Possibly paywalled: There's finally a Supreme Court battle coming over the nation's main hacking law (Alternative URL)
The Supreme Court is finally considering whether to rein in the nation's sweeping anti-hacking law, which cybersecurity pros say is decades out of date and ill-suited to the modern Internet.
The justices agreed to hear a case this fall that argues law enforcement and prosecutors have routinely applied the law too broadly and used it to criminalize not just hacking into websites but also far more innocuous behavior – such as lying about your name or location while signing up on a website or otherwise violating the site's terms of service.
If the court agrees to narrow how prosecutors can use the law, it would be a huge victory for security researchers.They routinely skirt websites' strict terms of service when they investigate them for bugs that cybercriminals could exploit.
It would also make the Internet far safer, they say. That's because current interpretations of the 1986 law, known as the Computer Fraud and Abuse act (CFAA), have made researchers wary of revealing bugs they find because they fear getting in trouble with police or with companies, which can also sue under the law in civil courts.
"Computer researchers are constantly afraid that a security test they run is going to run them afoul of the law," Tor Ekeland, an attorney who specializes in defending people accused of violating the CFAA, told me. "This law makes the Internet less safe because it chills legitimate information security research and it's bad for the economy because it chills innovation."
The fight centers on whether the law should apply just to hacking or more broadly to breaking rules on a computer.
How many Soylentils read the entire terms of service of all the web sites they visit? In some cases, people have been convicted of crimes for violating them. It would be best to read the entire article before commenting as there are several nuances and historical precedents that it addresses.

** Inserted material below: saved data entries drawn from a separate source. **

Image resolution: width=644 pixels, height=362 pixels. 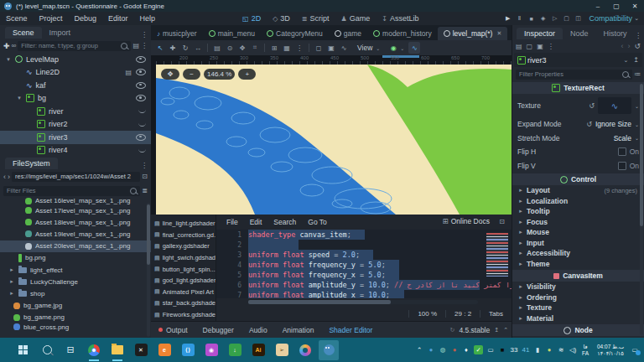 What do you see at coordinates (579, 253) in the screenshot?
I see `property-group-accessibility: ▸Accessibility` at bounding box center [579, 253].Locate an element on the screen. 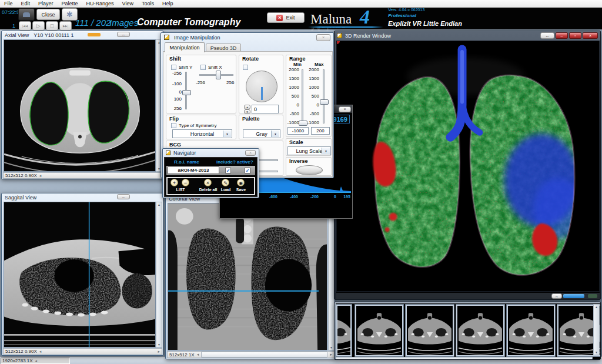  tab-manipulation: Manipulation is located at coordinates (185, 47).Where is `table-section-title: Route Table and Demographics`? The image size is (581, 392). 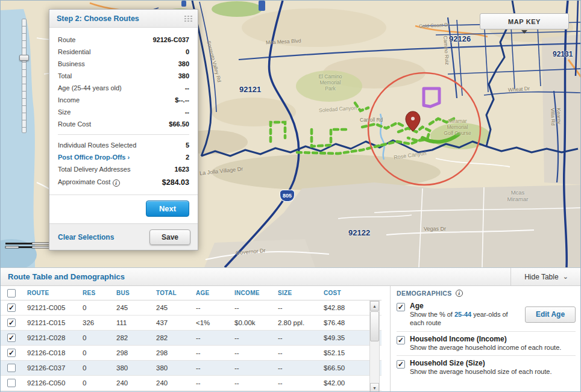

(Score: 4, Funny) by DannyB on Thursday April 30 2020, @05:20PM (7 children)
So you are encouraging people to violate SN's TOS?
People today are educated enough to repeat what they are taught but not to question what they are taught.
(Score: 0) by Anonymous Coward on Thursday April 30 2020, @06:09PM (5 children)
Oh fuck... SN has a TOS?
(Score: 1, Interesting) by Anonymous Coward on Thursday April 30 2020, @07:05PM (4 children)
Not quite, Code of Conduct last time this topic came up.
(Score: 2) by DannyB on Thursday April 30 2020, @09:47PM
The Code of Conduct has not yet been successfully compiled. An work this noble requires the efforts of many artisans before the compiler will be inclined to accept it.
People today are educated enough to repeat what they are taught but not to question what they are taught.
(Score: 1, Troll) by Ethanol-fueled on Thursday April 30 2020, @10:50PM (2 children)
Heh heh...huh huh...you said "CoC."
And as somebody who is penilly challenged, I feel that the term "CoC" discourages diversity and inclusivity and fosters an unsafe atmosphere toward the penilly challenged and penis-envious. I will hereby protest that grave injustive by posting the word NIGGER. And as a Black woman, I am allowed to post that without being modded down.
(Score: 0) by Anonymous Coward on Thursday April 30 2020, @11:18PM
borefest 2020
(Score: 2) by Aegis on Friday May 01 2020, @02:29PM
And Ethanol-feueled would know; he's got a lifetime's worth of experience on being penally challenged and penis-envious.
(Score: 4, Insightful) by captain normal on Thursday April 30 2020, @11:34PM
If we did require people tp RTFA, it would sure speed up reading the threads.
When life isn't going right, go left.